Where to start? Haley makes the classic mistake of thinking of unemployment benefits as welfare, rather than insurance. But they don’t call it “unemployment insurance” for nothing. Recipients need to have been working, and need to be looking for work — and workers pay into the system to ensure they have some income safety in case they lose their job. The program is federally administered, of course, but so is, say, flood insurance. Consider Haley arguing that South Carolina residents whose homes were damaged by a hurricane should have to pee in a cup before getting payments to help rebuild. As for Gingrich, he seems to conflate food insecurity with joblessness. Most SNAP recipients do actually work. They just don’t make enough to feed their families. And surely no SNAP recipient would prefer bigger benefits to a better-paying job.

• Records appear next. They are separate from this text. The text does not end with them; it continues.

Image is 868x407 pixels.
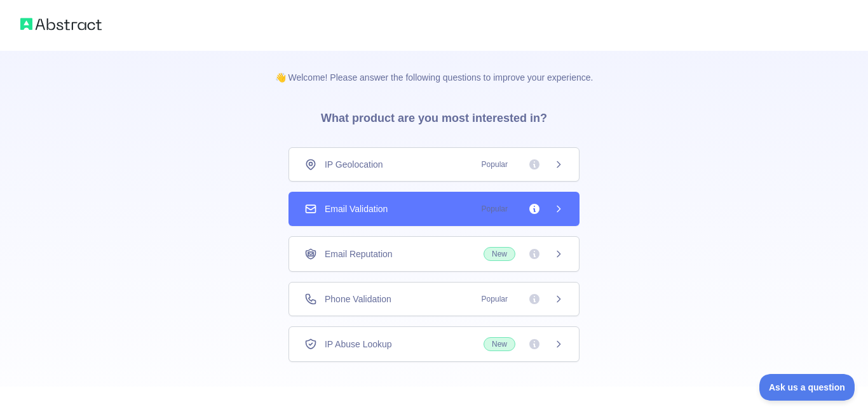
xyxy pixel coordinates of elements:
iframe: Toggle Customer Support [760,374,855,401]
span: Email Reputation [325,247,393,260]
h3: What product are you most interested in? [301,83,567,147]
span: Popular [474,158,515,171]
span: Phone Validation [325,293,391,305]
p: 👋 Welcome! Please answer the following questions to improve your experience. [255,51,614,83]
img: Abstract logo [20,15,102,33]
span: New [484,247,515,261]
span: IP Geolocation [325,158,383,171]
span: Popular [474,293,515,305]
span: Popular [474,202,515,215]
span: IP Abuse Lookup [325,338,392,350]
span: New [484,337,515,351]
span: Email Validation [325,202,387,215]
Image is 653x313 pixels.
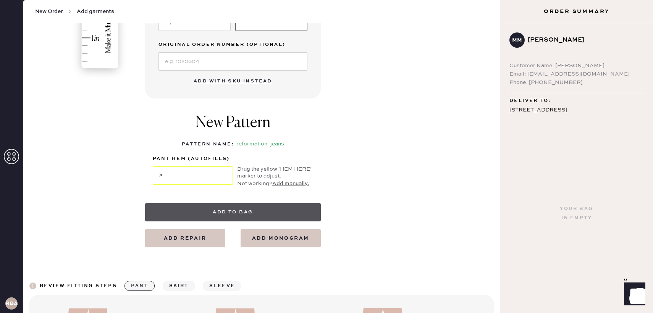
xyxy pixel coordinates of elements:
[153,166,233,185] input: Move the yellow marker!
[153,154,233,163] label: pant hem (autofills)
[509,78,644,87] div: Phone: [PHONE_NUMBER]
[241,229,321,247] button: add monogram
[189,74,277,89] button: Add with SKU instead
[163,281,195,291] button: skirt
[77,8,114,15] span: Add garments
[512,37,522,43] h3: MM
[158,52,307,71] input: e.g. 1020304
[40,281,117,291] div: Review fitting steps
[237,179,313,188] div: Not working?
[237,166,313,179] div: Drag the yellow ‘HEM HERE’ marker to adjust.
[145,229,225,247] button: Add repair
[500,8,653,15] h3: Order Summary
[182,140,234,149] div: Pattern Name :
[509,70,644,78] div: Email: [EMAIL_ADDRESS][DOMAIN_NAME]
[509,105,644,134] div: [STREET_ADDRESS] APT 609 [US_STATE] , NY 10065
[35,8,63,15] span: New Order
[196,114,270,140] h1: New Pattern
[236,140,284,149] div: reformation_jeans
[5,301,18,306] h3: RBA
[203,281,241,291] button: sleeve
[272,179,309,188] button: Add manually.
[124,281,155,291] button: pant
[158,40,307,49] label: Original Order Number (Optional)
[509,96,551,105] span: Deliver to:
[509,61,644,70] div: Customer Name: [PERSON_NAME]
[145,203,321,221] button: Add to bag
[528,36,638,45] div: [PERSON_NAME]
[617,279,650,312] iframe: Front Chat
[560,204,593,223] div: Your bag is empty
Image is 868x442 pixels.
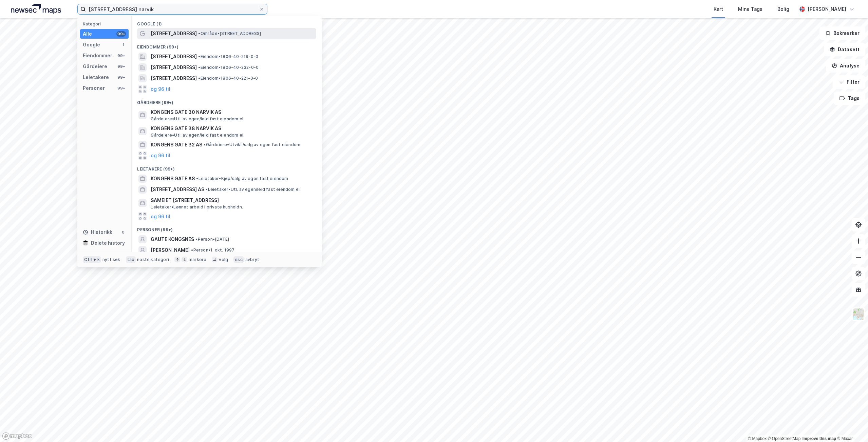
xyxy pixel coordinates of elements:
div: Eiendommer (99+) [131,39,321,51]
span: [PERSON_NAME] [151,246,189,254]
div: Gårdeiere (99+) [131,94,321,107]
div: 99+ [117,53,126,59]
span: Gårdeiere • Utvikl./salg av egen fast eiendom [203,142,301,147]
button: Tags [834,91,865,105]
div: markere [189,257,206,263]
div: 0 [120,230,126,235]
button: Filter [833,75,865,89]
div: [PERSON_NAME] [808,5,846,13]
div: Mine Tags [738,5,762,13]
div: 99+ [117,31,126,36]
div: Eiendommer [82,52,113,59]
div: 1 [120,42,126,47]
button: Datasett [824,43,865,57]
div: Kart [714,5,723,13]
div: velg [219,257,228,263]
span: • [205,187,208,192]
div: tab [126,256,136,263]
span: • [198,31,200,36]
div: Bolig [777,5,789,13]
div: Personer [82,84,105,92]
div: Leietakere [82,73,109,82]
span: Gårdeiere • Utl. av egen/leid fast eiendom el. [151,117,245,121]
span: • [196,237,198,242]
img: logo.a4113a55bc3d86da70a041830d287a7e.svg [11,4,61,14]
div: avbryt [245,257,259,263]
span: KONGENS GATE 32 AS [151,141,202,149]
div: Gårdeiere [82,62,107,71]
iframe: Chat Widget [834,410,868,442]
div: Google [82,40,100,49]
div: Historikk [82,228,113,236]
div: Personer (99+) [131,222,321,234]
span: SAMEIET [STREET_ADDRESS] [151,196,314,205]
button: Bokmerker [820,27,865,40]
div: esc [233,256,244,263]
span: • [191,247,193,253]
button: og 96 til [151,152,171,160]
span: Eiendom • 1806-40-221-0-0 [198,75,258,81]
span: [STREET_ADDRESS] [151,52,197,61]
div: Delete history [91,239,125,247]
div: Google (1) [131,16,321,28]
span: Leietaker • Kjøp/salg av egen fast eiendom [196,176,288,182]
img: Z [852,308,865,321]
span: Person • 1. okt. 1997 [191,247,235,253]
div: Kategori [82,22,129,27]
a: Improve this map [802,436,836,441]
span: [STREET_ADDRESS] [151,64,197,71]
div: neste kategori [137,257,169,263]
span: [STREET_ADDRESS] AS [151,186,204,193]
span: Eiendom • 1806-40-232-0-0 [198,65,259,71]
span: • [203,142,205,147]
span: • [198,54,200,59]
div: 99+ [117,85,126,91]
div: 99+ [117,64,126,69]
div: Ctrl + k [82,256,101,263]
div: 99+ [117,75,126,80]
div: Kontrollprogram for chat [834,410,868,442]
button: Analyse [826,59,865,73]
a: OpenStreetMap [768,436,801,441]
span: • [196,176,198,181]
span: Gårdeiere • Utl. av egen/leid fast eiendom el. [151,133,245,138]
span: Leietaker • Utl. av egen/leid fast eiendom el. [205,187,301,192]
button: og 96 til [151,212,171,221]
span: • [198,65,200,70]
span: [STREET_ADDRESS] [151,29,197,38]
span: KONGENS GATE 38 NARVIK AS [151,124,314,133]
div: nytt søk [103,257,120,263]
button: og 96 til [151,85,171,94]
a: Mapbox homepage [2,432,32,440]
span: Område • [STREET_ADDRESS] [198,31,261,36]
span: KONGENS GATE 30 NARVIK AS [151,108,314,117]
div: Alle [82,30,92,38]
span: Person • [DATE] [196,237,229,242]
div: Leietakere (99+) [131,161,321,173]
span: KONGENS GATE AS [151,175,195,183]
span: [STREET_ADDRESS] [151,74,197,82]
span: • [198,75,200,81]
span: Leietaker • Lønnet arbeid i private husholdn. [151,205,243,210]
span: Eiendom • 1806-40-219-0-0 [198,54,259,59]
span: GAUTE KONGSNES [151,235,194,244]
input: Søk på adresse, matrikkel, gårdeiere, leietakere eller personer [86,4,259,14]
a: Mapbox [748,436,767,441]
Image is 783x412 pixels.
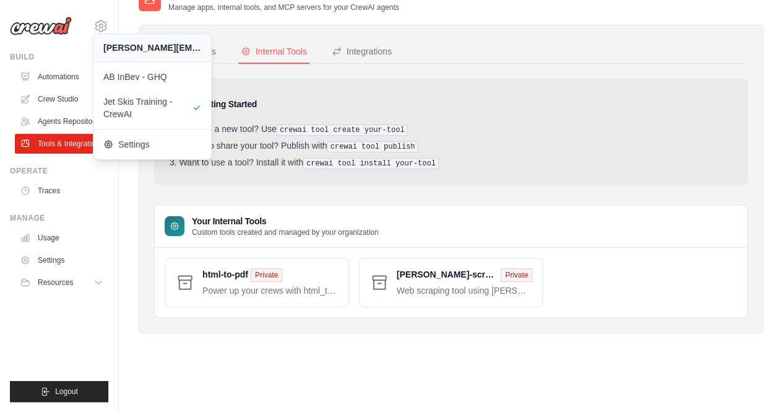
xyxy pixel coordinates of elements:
[15,67,108,87] a: Automations
[93,89,211,126] a: Jet Skis Training - CrewAI
[241,45,307,58] div: Internal Tools
[55,386,78,396] span: Logout
[397,268,533,296] a: [PERSON_NAME]-scrape-tool Private Web scraping tool using [PERSON_NAME] API Key that accepts as i...
[103,41,201,54] div: [PERSON_NAME][EMAIL_ADDRESS][DOMAIN_NAME]
[202,268,339,296] a: html-to-pdf Private Power up your crews with html_to_pdf
[15,134,108,154] a: Tools & Integrations
[10,381,108,402] button: Logout
[10,52,108,62] div: Build
[238,40,309,64] button: Internal Tools
[197,98,257,110] h3: Getting Started
[10,213,108,223] div: Manage
[103,95,201,120] span: Jet Skis Training - CrewAI
[103,71,201,83] span: AB InBev - GHQ
[15,89,108,109] a: Crew Studio
[327,141,418,152] pre: crewai tool publish
[10,166,108,176] div: Operate
[38,277,73,287] span: Resources
[170,124,732,136] li: Creating a new tool? Use
[277,124,408,136] pre: crewai tool create your-tool
[103,138,201,150] span: Settings
[15,228,108,248] a: Usage
[15,272,108,292] button: Resources
[332,45,392,58] div: Integrations
[10,17,72,35] img: Logo
[15,250,108,270] a: Settings
[192,215,379,227] h3: Your Internal Tools
[170,141,732,152] li: Ready to share your tool? Publish with
[168,2,399,12] p: Manage apps, internal tools, and MCP servers for your CrewAI agents
[93,132,211,157] a: Settings
[303,158,439,169] pre: crewai tool install your-tool
[192,227,379,237] p: Custom tools created and managed by your organization
[15,111,108,131] a: Agents Repository
[93,64,211,89] a: AB InBev - GHQ
[329,40,394,64] button: Integrations
[170,157,732,169] li: Want to use a tool? Install it with
[15,181,108,201] a: Traces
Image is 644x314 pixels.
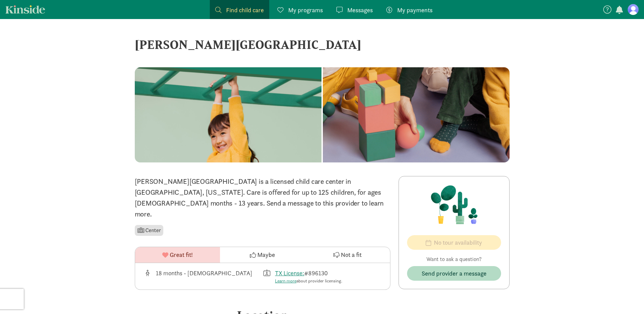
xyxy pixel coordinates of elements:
button: Not a fit [305,247,390,262]
span: No tour availability [434,238,482,247]
div: Age range for children that this provider cares for [143,268,262,284]
span: Not a fit [341,250,362,260]
div: [PERSON_NAME][GEOGRAPHIC_DATA] [135,35,509,53]
button: Maybe [220,247,305,262]
p: [PERSON_NAME][GEOGRAPHIC_DATA] is a licensed child care center in [GEOGRAPHIC_DATA], [US_STATE]. ... [135,176,390,220]
div: #896130 [275,268,343,284]
span: Great fit! [170,250,193,260]
span: Send provider a message [422,268,487,278]
a: Learn more [275,278,297,283]
p: Want to ask a question? [407,255,501,263]
button: No tour availability [407,235,501,250]
span: Messages [347,6,373,14]
button: Send provider a message [407,266,501,281]
span: Find child care [226,6,264,14]
li: Center [135,225,164,236]
span: My programs [288,6,322,14]
span: Maybe [258,250,275,260]
a: Kinside [6,5,45,13]
div: License number [262,268,382,284]
button: Great fit! [135,247,220,262]
span: My payments [397,6,432,14]
a: TX License: [275,269,304,277]
div: about provider licensing. [275,278,343,284]
div: 18 months - [DEMOGRAPHIC_DATA] [156,268,252,284]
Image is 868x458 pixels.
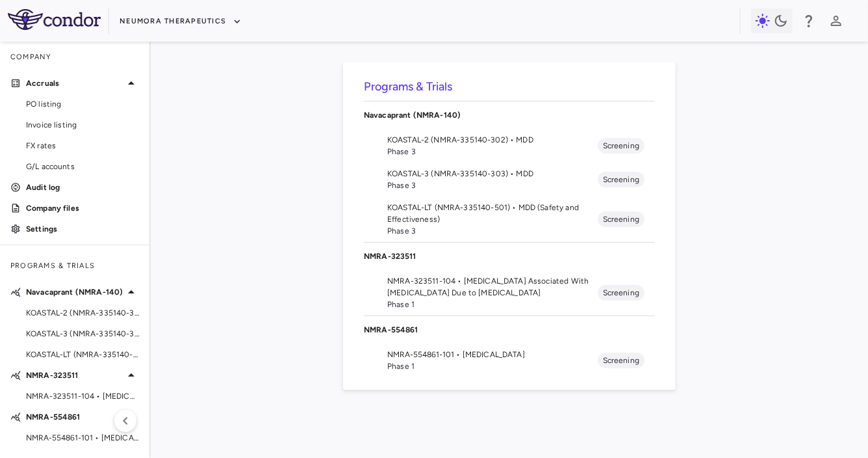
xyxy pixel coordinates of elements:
[364,251,655,262] p: NMRA-323511
[598,287,645,299] span: Screening
[119,11,242,32] button: Neumora Therapeutics
[364,163,655,197] li: KOASTAL-3 (NMRA-335140-303) • MDDPhase 3Screening
[364,109,655,121] p: Navacaprant (NMRA-140)
[598,140,645,151] span: Screening
[387,179,598,191] span: Phase 3
[364,78,655,95] h6: Programs & Trials
[26,223,139,235] p: Settings
[387,225,598,237] span: Phase 3
[387,168,598,179] span: KOASTAL-3 (NMRA-335140-303) • MDD
[26,202,139,214] p: Company files
[598,355,645,366] span: Screening
[26,432,139,443] span: NMRA‐554861‐101 • [MEDICAL_DATA]
[387,360,598,372] span: Phase 1
[26,140,139,151] span: FX rates
[364,243,655,270] div: NMRA-323511
[26,98,139,110] span: PO listing
[387,134,598,145] span: KOASTAL-2 (NMRA-335140-302) • MDD
[26,369,123,381] p: NMRA-323511
[26,328,139,339] span: KOASTAL-3 (NMRA-335140-303) • MDD
[364,343,655,377] li: NMRA‐554861‐101 • [MEDICAL_DATA]Phase 1Screening
[598,213,645,225] span: Screening
[364,324,655,335] p: NMRA-554861
[26,181,139,193] p: Audit log
[26,390,139,402] span: NMRA-323511-104 • [MEDICAL_DATA] Associated With [MEDICAL_DATA] Due to [MEDICAL_DATA]
[387,145,598,157] span: Phase 3
[26,286,123,298] p: Navacaprant (NMRA-140)
[26,119,139,131] span: Invoice listing
[364,101,655,129] div: Navacaprant (NMRA-140)
[26,161,139,172] span: G/L accounts
[387,275,598,299] span: NMRA-323511-104 • [MEDICAL_DATA] Associated With [MEDICAL_DATA] Due to [MEDICAL_DATA]
[26,411,123,423] p: NMRA-554861
[598,173,645,185] span: Screening
[364,129,655,163] li: KOASTAL-2 (NMRA-335140-302) • MDDPhase 3Screening
[364,270,655,315] li: NMRA-323511-104 • [MEDICAL_DATA] Associated With [MEDICAL_DATA] Due to [MEDICAL_DATA]Phase 1Scree...
[387,349,598,360] span: NMRA‐554861‐101 • [MEDICAL_DATA]
[364,197,655,242] li: KOASTAL-LT (NMRA-335140-501) • MDD (Safety and Effectiveness)Phase 3Screening
[8,9,101,30] img: logo-full-SnFGN8VE.png
[364,316,655,343] div: NMRA-554861
[26,349,139,360] span: KOASTAL-LT (NMRA-335140-501) • MDD (Safety and Effectiveness)
[387,299,598,310] span: Phase 1
[387,201,598,225] span: KOASTAL-LT (NMRA-335140-501) • MDD (Safety and Effectiveness)
[26,77,123,89] p: Accruals
[26,307,139,319] span: KOASTAL-2 (NMRA-335140-302) • MDD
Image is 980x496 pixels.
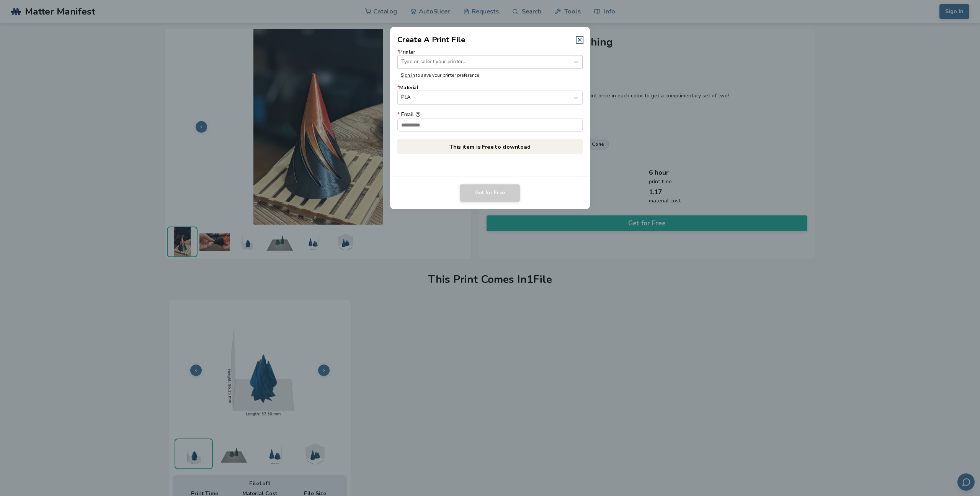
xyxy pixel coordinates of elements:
label: Printer [397,49,583,68]
button: *Email [415,112,420,117]
input: *Email [398,118,583,131]
input: *MaterialPLA [401,95,403,100]
a: Sign in [401,72,415,77]
h2: Create A Print File [397,34,466,45]
label: Material [397,85,583,105]
p: to save your printer preference [401,73,579,77]
p: This item is Free to download [397,139,583,154]
div: Email [397,112,583,118]
button: Get for Free [460,184,520,202]
input: *PrinterType or select your printer... [401,59,403,65]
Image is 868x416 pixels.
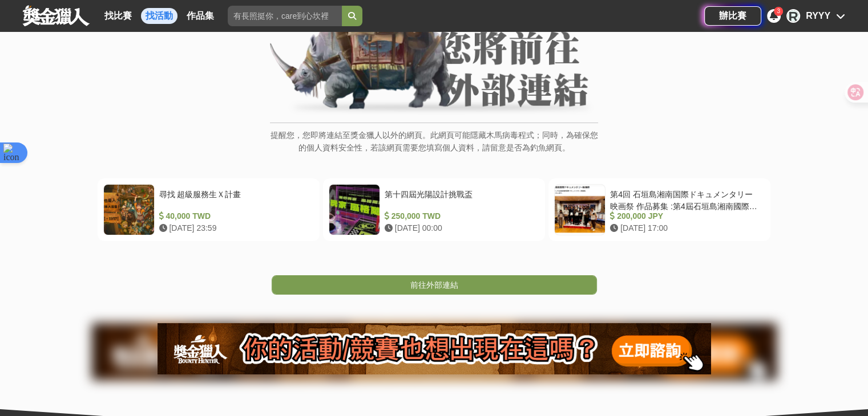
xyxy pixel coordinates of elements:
a: 辦比賽 [704,6,762,26]
div: R [787,9,800,23]
img: 905fc34d-8193-4fb2-a793-270a69788fd0.png [158,324,711,375]
div: 200,000 JPY [610,211,760,223]
span: 前往外部連結 [410,281,458,289]
div: RYYY [806,9,830,23]
div: [DATE] 17:00 [610,223,760,235]
div: 250,000 TWD [385,211,535,223]
div: 尋找 超級服務生Ｘ計畫 [159,188,309,211]
a: 尋找 超級服務生Ｘ計畫 40,000 TWD [DATE] 23:59 [98,178,320,241]
a: 找比賽 [100,8,136,24]
a: 找活動 [141,8,177,24]
input: 有長照挺你，care到心坎裡！青春出手，拍出照顧 影音徵件活動 [228,6,342,27]
div: 第4回 石垣島湘南国際ドキュメンタリー映画祭 作品募集 :第4屆石垣島湘南國際紀錄片電影節作品徵集 [610,188,760,211]
div: [DATE] 23:59 [159,223,309,235]
a: 第4回 石垣島湘南国際ドキュメンタリー映画祭 作品募集 :第4屆石垣島湘南國際紀錄片電影節作品徵集 200,000 JPY [DATE] 17:00 [548,178,770,241]
div: [DATE] 00:00 [385,223,535,235]
a: 第十四屆光陽設計挑戰盃 250,000 TWD [DATE] 00:00 [323,178,545,241]
span: 3 [777,8,781,15]
p: 提醒您，您即將連結至獎金獵人以外的網頁。此網頁可能隱藏木馬病毒程式；同時，為確保您的個人資料安全性，若該網頁需要您填寫個人資料，請留意是否為釣魚網頁。 [270,129,598,166]
a: 前往外部連結 [272,276,597,294]
div: 40,000 TWD [159,211,309,223]
div: 第十四屆光陽設計挑戰盃 [385,188,535,211]
a: 作品集 [182,8,218,24]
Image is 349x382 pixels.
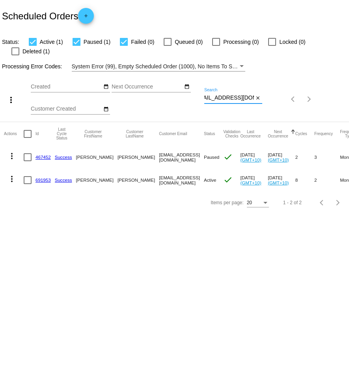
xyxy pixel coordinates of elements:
mat-icon: more_vert [7,174,17,184]
button: Change sorting for Status [204,131,215,136]
button: Previous page [315,195,330,210]
mat-cell: [PERSON_NAME] [76,146,118,169]
span: Locked (0) [280,37,306,47]
mat-cell: [DATE] [268,169,296,191]
span: Paused (1) [84,37,111,47]
mat-cell: 2 [315,169,340,191]
mat-icon: date_range [103,106,109,113]
button: Change sorting for LastOccurrenceUtc [240,129,261,138]
span: Deleted (1) [23,47,50,56]
button: Clear [254,94,263,102]
mat-cell: [EMAIL_ADDRESS][DOMAIN_NAME] [159,146,204,169]
a: (GMT+10) [240,157,261,162]
button: Change sorting for Cycles [296,131,308,136]
mat-icon: check [223,175,233,184]
mat-cell: 3 [315,146,340,169]
mat-icon: date_range [103,84,109,90]
a: (GMT+10) [240,180,261,185]
mat-cell: [EMAIL_ADDRESS][DOMAIN_NAME] [159,169,204,191]
mat-cell: 8 [296,169,315,191]
span: 20 [247,200,252,205]
mat-icon: close [255,95,261,101]
mat-icon: check [223,152,233,161]
button: Next page [330,195,346,210]
button: Change sorting for Id [36,131,39,136]
span: Paused [204,154,220,159]
div: 1 - 2 of 2 [283,200,302,205]
mat-icon: more_vert [7,151,17,161]
input: Search [205,95,254,101]
a: Success [55,177,72,182]
button: Change sorting for LastProcessingCycleId [55,127,69,140]
mat-icon: add [81,13,91,23]
mat-header-cell: Validation Checks [223,122,240,146]
button: Change sorting for Frequency [315,131,333,136]
mat-cell: [PERSON_NAME] [76,169,118,191]
a: 467452 [36,154,51,159]
span: Processing Error Codes: [2,63,62,69]
button: Change sorting for CustomerEmail [159,131,187,136]
mat-cell: [PERSON_NAME] [118,169,159,191]
h2: Scheduled Orders [2,8,94,24]
mat-header-cell: Actions [4,122,24,146]
span: Active [204,177,217,182]
a: (GMT+10) [268,157,289,162]
input: Created [31,84,102,90]
input: Customer Created [31,106,102,112]
a: Success [55,154,72,159]
mat-cell: [DATE] [268,146,296,169]
mat-select: Items per page: [247,200,269,206]
mat-icon: more_vert [6,95,16,105]
button: Change sorting for NextOccurrenceUtc [268,129,289,138]
span: Processing (0) [223,37,259,47]
span: Failed (0) [131,37,154,47]
button: Next page [302,91,317,107]
button: Change sorting for CustomerLastName [118,129,152,138]
div: Items per page: [211,200,244,205]
a: (GMT+10) [268,180,289,185]
mat-cell: [DATE] [240,146,268,169]
mat-cell: [PERSON_NAME] [118,146,159,169]
mat-cell: [DATE] [240,169,268,191]
mat-cell: 2 [296,146,315,169]
span: Active (1) [40,37,63,47]
span: Queued (0) [175,37,203,47]
button: Change sorting for CustomerFirstName [76,129,111,138]
span: Status: [2,39,19,45]
mat-select: Filter by Processing Error Codes [72,62,246,71]
mat-icon: date_range [184,84,190,90]
button: Previous page [286,91,302,107]
a: 691953 [36,177,51,182]
input: Next Occurrence [112,84,183,90]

Both Haley and Gingrich, in their class-baiting, also forget one of the fundamental reasons the United States makes access to these programs easy: Children are primary beneficiaries of unemployment insurance and food stamps. Both programs exist not just to reward the lazy adults (as horrible a stereotype in contemporary American politics as there is), but to keep kidsout of abject poverty.
And those programs aren’t doing enough. The Economic Policy Institute, for one, notesthe child poverty rate has soared through the recession. One in five children still lives in poverty. And in no state is the child poverty rate lower than one in ten.